If you want to figure out what's happening with traffic on a Juniper Netscreen, there are three basic ways to do it. The least informative is to turn on the "log" option for a given rule. This provides a gui way to look at packets that have matched the rule.
The most informative is "debug flow", from "debug flow basic" up to "debug flow all", and you'll get all kind of information about the decisionmaking process the netscreen goes through as part of passing or dropping a packet - is it part of a flow, is it a new connection, how does it get routed, etc.
And in between, as a happy medium, is the snoop command. It gives you output similar to the basic output from the Solaris "snoop" command. Adjusting the "detail" level will let you change the length of the packet it examines.
Both debug flow and snoop let you filter what traffic is interesting by means of the "set ff" command, and both drop their output into the "dbuf" debug buffer.
Subscribe to:
Post Comments (Atom)
Followers
Blog Archive
-
▼
2010
(70)
-
▼
July
(8)
- sniffing traffic on a netscreen - snoop or debug flow
- "Wait, did we forget something?"
- Password recovery on foundry/brocade devices
- Everything is better with Legos.
- It's Radia Perlman's network. We just route over it.
- Oh, blade chassis devices, you are awesome yet ann...
- Stay classy, network world.
- Okay, this is a weird one -- Synless Acking
-
▼
July
(8)
About Me
- regis
- Regis has worked as a network engineer since 1994 for small companies and for large companies.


• **What the exercise asks**
Please transcribe the listing below in full, exactly as written, leaving out its pictures.

• **Task data**
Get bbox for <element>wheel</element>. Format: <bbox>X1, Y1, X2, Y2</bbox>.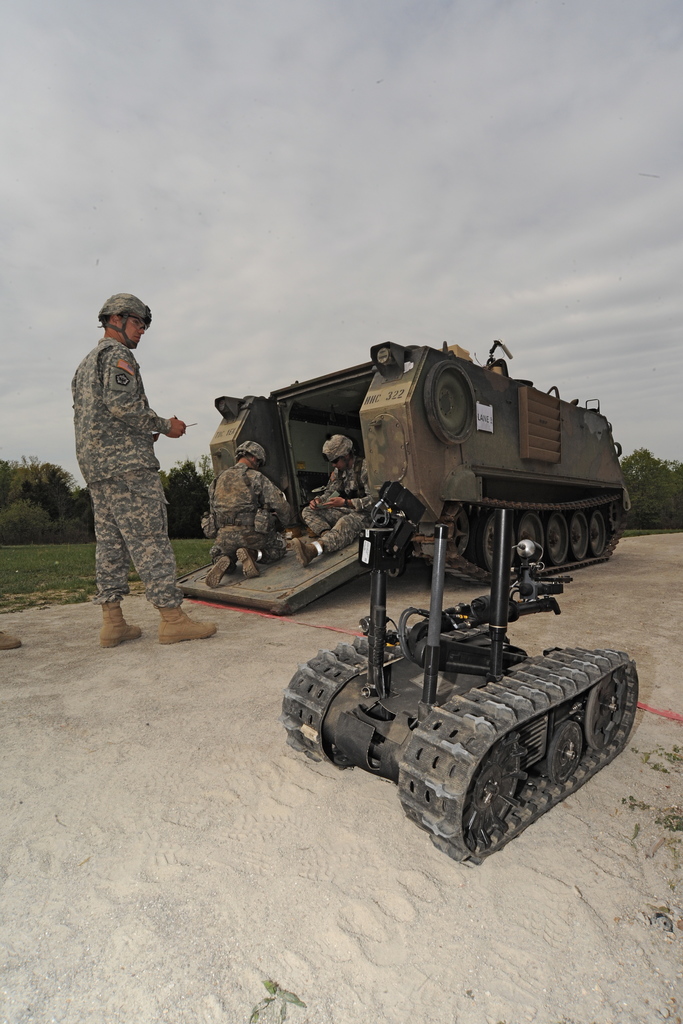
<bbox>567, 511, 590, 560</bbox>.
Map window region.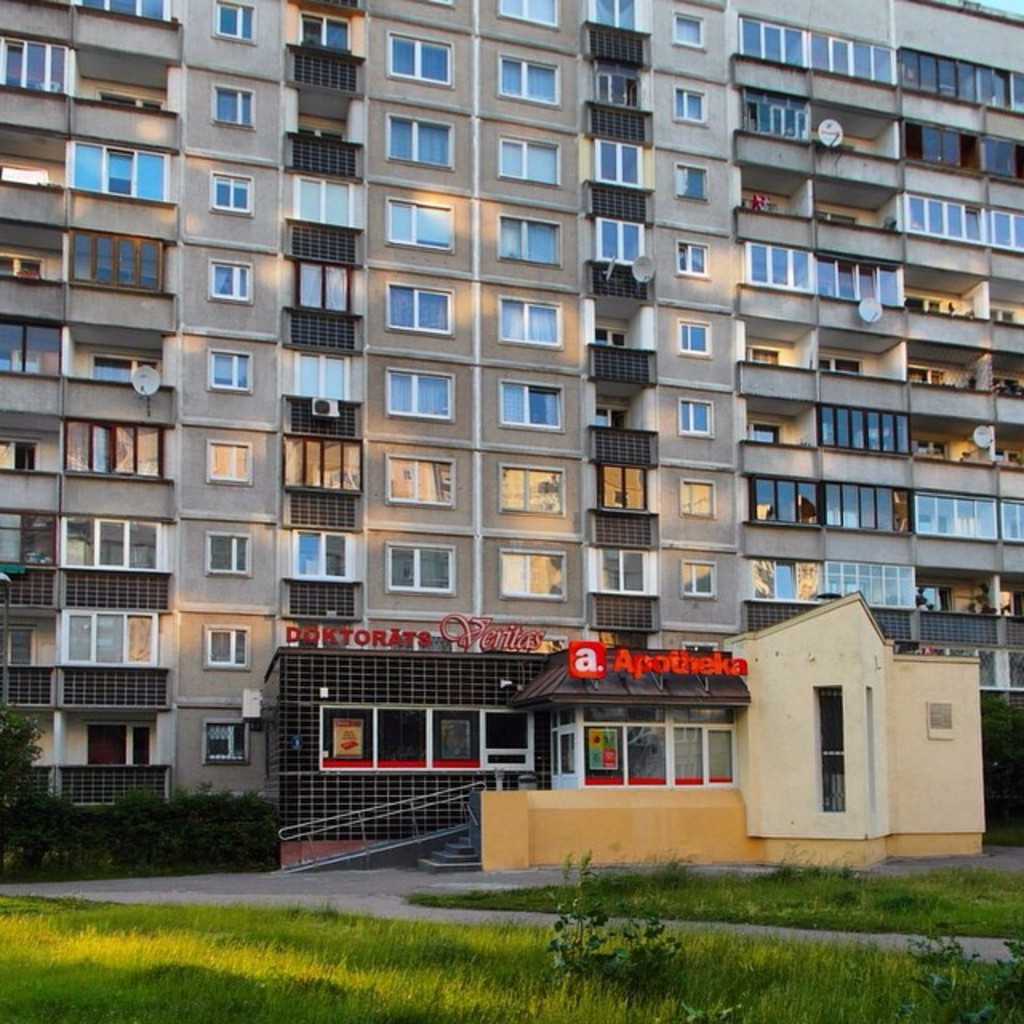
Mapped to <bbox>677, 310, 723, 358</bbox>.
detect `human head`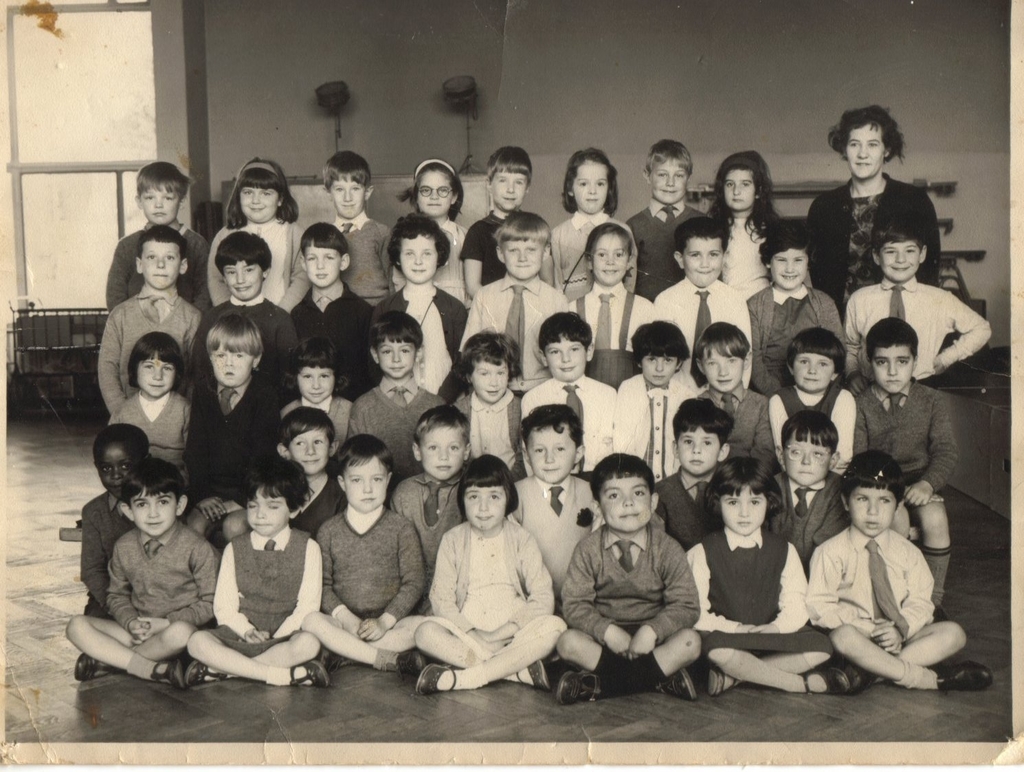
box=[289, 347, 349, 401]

• **Response for this exercise**
Get bbox for <element>wheel</element>. Format: <bbox>X1, Y1, X2, Y2</bbox>.
<bbox>567, 511, 590, 560</bbox>.
Map window region.
Mapped to <bbox>677, 310, 723, 358</bbox>.
detect `human head`
box=[289, 347, 349, 401]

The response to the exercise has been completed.